Detect that another producer claimed a partition

// Create the client
var connectionString = "<< CONNECTION STRING >>";
var eventHubName = "<< EVENT HUB NAME >>";

var options = new EventHubProducerOptions();
options.EnableIdempotentPartitions = true;

// If not specified, the OwnerLevel is assumed to be 0.
options.PartitionOptions["0"] = new PartitionOptions
{
    OwnerLevel = 2
};

await using var producer = new EventHubProducerClient(connectionString, eventHubName, options);

// Create and send the events
var eventSet = Enumerable
    .Range(0, 24)
    .Select(index => GenerateEvent(...));
   
try
{
    await producer.SendAsync(eventSet, new SendEventOptions 
    {
        PartitionId = "0"
    });
}
catch (EventHubsException ex) when
   (ex.Reason == EventHubsException.FailureReason.ProducerDisconnected)
{
    // The partition has been claimed by another producer.  This application
    // should no longer attempt to publish to the partition.
}

Detect invalid client state

// Create the client
var connectionString = "<< CONNECTION STRING >>";
var eventHubName = "<< EVENT HUB NAME >>";

var options = new EventHubProducerOptions();
options.EnableIdempotentPartitions = true;

await using var producer = new EventHubProducerClient(connectionString, eventHubName, options);

// Create and send the events
try
{
    await producer.SendAsync(new[] { GenerateEvent(...) }, new SendEventOptions 
    {
        PartitionId = "1"
    });
}
catch (EventHubsException ex) 
    when (ex.Reason == EventHubsException.FailureReason.InvalidClientState)
{
    // The client state is invalid and the producer should be recreated.
    // Under normal circumstances, this should not happen.
}

Usage examples (advanced)

Create a producer that opts into event publishing idempotency and sets optional metadata

var connectionString = "<< CONNECTION STRING >>";
var eventHubName = "<< EVENT HUB NAME >>";

var options = new EventHubProducerOptions();
options.EnableIdempotentPartitions = true;

// The other values are populated by the values returned
// by the service when the link is opened.
options.PartitionOptions["0"] = new PartitionOptions
{
    OwnerLevel = 9
};

// These values are sent to the service when opening the link and will
// attempt to override any service state.
options.PartitionOptions["1"] = new PartitionOptions
{
    ProducerGroupId = 8675309,
    OwnerLevel = 3,
    StartingSequenceNumber = 121
};

// Partitions without explicit options will apply the defaults.
await using var producer = new EventHubProducerClient(connectionString, eventHubName, options);

Inspect the producer state for a partition

// Create the client
var connectionString = "<< CONNECTION STRING >>";
var eventHubName = "<< EVENT HUB NAME >>";

var options = new EventHubProducerOptions();
options.EnableIdempotentPartitions = true;

await using var producer = new EventHubProducerClient(connectionString, eventHubName, options);

// Query the state for the partition.
var state = await producer.GetPartitionPublishingPropertiesAsync("0");

Log.Information($"Partition { state.PartitionId }:");
Log.Information($"    Idempotent Publishing Enabled is { state.IsIdempotentPublishingEnabled }";)
Log.Information($"    Producer Group Id is { state.ProducerGroupId ?? "not set" }");
Log.Information($"    Owner Level is { state.OwnerLevel ?? "not set" }");
Log.Information($"    Last Sequence Number is { state.LastPublishedSequenceNumber ?? "not set" }");

Topics for Discussion

Event Hubs Service

  • The type for the epoch (OwnerIdentifier) is short for the producer but long for the consumer.

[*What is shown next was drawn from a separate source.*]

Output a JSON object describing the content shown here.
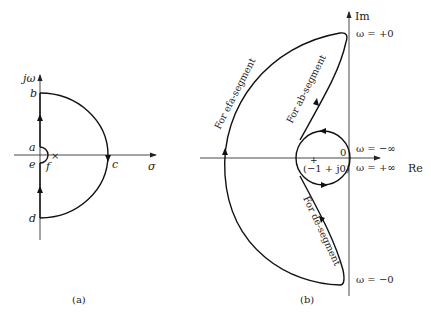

Can we unify on long? (see: PartitionReceiver.Epoch from the T1 client)

Producer

  • Should any published EventBatch or EventData be marked up with a sequence number (as currently illustrated) or should we instead use a boolean property to denote "WasPublished"?

  • GetPartitionPublishingPropertiesAsync sounds very close to GetPartitionPropertiesAsync and, likewise, PartitionPublishingProperties is close to PartitionProperties. This could be potentially confusing, as one is reading client state and the other is querying the service for runtime information.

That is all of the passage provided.